After albums like "Desaparecido" and "17 Re", masterpieces that delved into new wave by combining a distinctly English musical attitude with finally poetic and credible Italian lyrics, and a less successful episode like "El Diablo", in which the group began to abandon the political ambitions expressed in many episodes of their past production and started to lean towards a more boisterous and less refined hard rock, comes this "Terremoto", the band's fifth album (excluding live and compilations) essentially rooted in the sounds proposed by the previous album, perhaps adding a vague grunge nuance and a rediscovered polemical vein.
"Dimmi il nome" is pure assault rock, an epic and angry ride that accompanies an unflinching portrait of organized crime ("on the market the violin sings the ballad of immunity") while "Maudit" starts dark and unsettling to explode into verses filled with hard rock fury with Pelù raving sarcastically ("at night I want to go on television, dress up as a balloon and then tell you everything"). All in all, these two opening songs represent the album's most vibrant and visceral side, while "Fata Morgana" ventures into pure poetry, in a surreal vision of deserts and endless skies ("I thirst, thirst for you who are not here, star fallen from the eyes") amid sandstorms and unlikely mirages, all highlighted by sounds that transform from subtle and psychedelic to aggressive bursts of riffs and syncopated rhythms. In these realms of poetic and rarefied psychedelia also lies the sorrowful antimilitarist ballad "Prima guardia", the visionary peak of the album, with more glimpses of hallucinated poetry ("towers like pears, but the enemy does not exist") highlighted by excellent work from Ghigo Renzulli on guitar (but applause also goes to keyboardist Daniele Aiazzi). "Dinosauro" exudes anger and power from every pore, while "Sotto il vulcano" represents the unsettling finale of a fascinating and decidedly well-executed work.
In short, a redemption after the half-misstep (in my opinion) of "El Diablo". Litfiba had not yet succumbed to the allure of the market and could still create quality music.
As far as I am concerned, especially knowing their latest dismal production, "Terremoto" is an album to discover.
"As soon as I hear the first notes, I start recovering. It seems even angrier than usual, a bit like me, the fight against silence and mafia organizations."
"A very pleasant album to listen to, pieces for a young audience like myself after all, and despite the lyrics being written twenty years ago, they remain very relevant."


### DIRECTIONS FOR THIS TASK
Please return every line of the records below that contains the word "الإجمالي".

[Opening SOURCE DATA section]

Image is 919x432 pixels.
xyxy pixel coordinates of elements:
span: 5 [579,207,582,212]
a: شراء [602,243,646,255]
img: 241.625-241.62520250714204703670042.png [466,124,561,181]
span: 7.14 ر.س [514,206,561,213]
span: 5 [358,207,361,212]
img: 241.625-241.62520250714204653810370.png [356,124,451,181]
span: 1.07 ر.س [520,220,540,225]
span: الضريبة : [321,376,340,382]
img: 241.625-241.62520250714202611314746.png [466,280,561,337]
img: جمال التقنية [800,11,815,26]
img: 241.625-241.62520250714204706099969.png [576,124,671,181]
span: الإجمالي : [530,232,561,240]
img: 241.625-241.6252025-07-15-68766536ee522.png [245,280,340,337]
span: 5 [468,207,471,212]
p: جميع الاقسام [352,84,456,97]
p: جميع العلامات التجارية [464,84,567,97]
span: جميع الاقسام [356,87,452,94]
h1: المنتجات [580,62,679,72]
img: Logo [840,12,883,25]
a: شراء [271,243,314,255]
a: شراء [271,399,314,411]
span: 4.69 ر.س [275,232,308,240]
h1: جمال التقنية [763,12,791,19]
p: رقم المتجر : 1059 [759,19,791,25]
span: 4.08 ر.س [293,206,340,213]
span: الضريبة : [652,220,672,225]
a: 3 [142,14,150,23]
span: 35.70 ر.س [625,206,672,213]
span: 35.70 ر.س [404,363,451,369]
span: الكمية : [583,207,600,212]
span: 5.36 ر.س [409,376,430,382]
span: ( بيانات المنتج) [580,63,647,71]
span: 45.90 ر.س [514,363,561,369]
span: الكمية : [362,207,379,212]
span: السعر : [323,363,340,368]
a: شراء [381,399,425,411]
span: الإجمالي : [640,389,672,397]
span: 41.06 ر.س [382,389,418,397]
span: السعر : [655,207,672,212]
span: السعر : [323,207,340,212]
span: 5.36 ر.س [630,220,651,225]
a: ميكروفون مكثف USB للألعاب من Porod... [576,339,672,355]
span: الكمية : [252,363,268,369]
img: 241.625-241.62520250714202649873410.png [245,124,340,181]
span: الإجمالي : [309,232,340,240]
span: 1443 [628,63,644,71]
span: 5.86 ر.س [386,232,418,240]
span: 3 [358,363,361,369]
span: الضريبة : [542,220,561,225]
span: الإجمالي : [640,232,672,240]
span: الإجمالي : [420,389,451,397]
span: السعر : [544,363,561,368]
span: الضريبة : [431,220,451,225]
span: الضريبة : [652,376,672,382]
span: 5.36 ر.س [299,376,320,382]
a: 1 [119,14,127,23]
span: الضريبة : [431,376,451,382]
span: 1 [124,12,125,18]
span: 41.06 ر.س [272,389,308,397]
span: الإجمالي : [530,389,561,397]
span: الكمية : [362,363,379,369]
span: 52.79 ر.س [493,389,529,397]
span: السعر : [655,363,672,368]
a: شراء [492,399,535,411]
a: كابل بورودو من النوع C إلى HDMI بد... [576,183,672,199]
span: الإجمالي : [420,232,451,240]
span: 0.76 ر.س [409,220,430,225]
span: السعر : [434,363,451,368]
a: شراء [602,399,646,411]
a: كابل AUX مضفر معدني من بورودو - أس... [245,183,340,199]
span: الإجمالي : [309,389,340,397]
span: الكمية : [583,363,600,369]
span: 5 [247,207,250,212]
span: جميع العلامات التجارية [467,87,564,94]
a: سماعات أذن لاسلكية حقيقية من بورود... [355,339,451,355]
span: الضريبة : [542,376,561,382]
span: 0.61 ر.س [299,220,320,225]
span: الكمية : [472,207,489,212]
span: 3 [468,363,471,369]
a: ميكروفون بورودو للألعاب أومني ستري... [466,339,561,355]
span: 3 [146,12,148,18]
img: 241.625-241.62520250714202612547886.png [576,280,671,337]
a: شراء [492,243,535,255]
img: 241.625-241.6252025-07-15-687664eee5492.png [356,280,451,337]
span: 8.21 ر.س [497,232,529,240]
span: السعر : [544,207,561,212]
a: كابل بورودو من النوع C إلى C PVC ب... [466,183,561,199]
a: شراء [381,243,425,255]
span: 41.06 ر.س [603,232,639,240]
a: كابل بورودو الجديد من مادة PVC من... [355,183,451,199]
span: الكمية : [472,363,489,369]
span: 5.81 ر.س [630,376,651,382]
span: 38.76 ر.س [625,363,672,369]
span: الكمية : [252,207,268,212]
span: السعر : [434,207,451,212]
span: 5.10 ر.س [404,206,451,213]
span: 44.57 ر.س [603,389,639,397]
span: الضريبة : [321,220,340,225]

[Closing SOURCE DATA section]

### RESULT
span: الإجمالي : [530,232,561,240]
span: الإجمالي : [640,389,672,397]
span: الإجمالي : [309,232,340,240]
span: الإجمالي : [640,232,672,240]
span: الإجمالي : [420,389,451,397]
span: الإجمالي : [530,389,561,397]
span: الإجمالي : [420,232,451,240]
span: الإجمالي : [309,389,340,397]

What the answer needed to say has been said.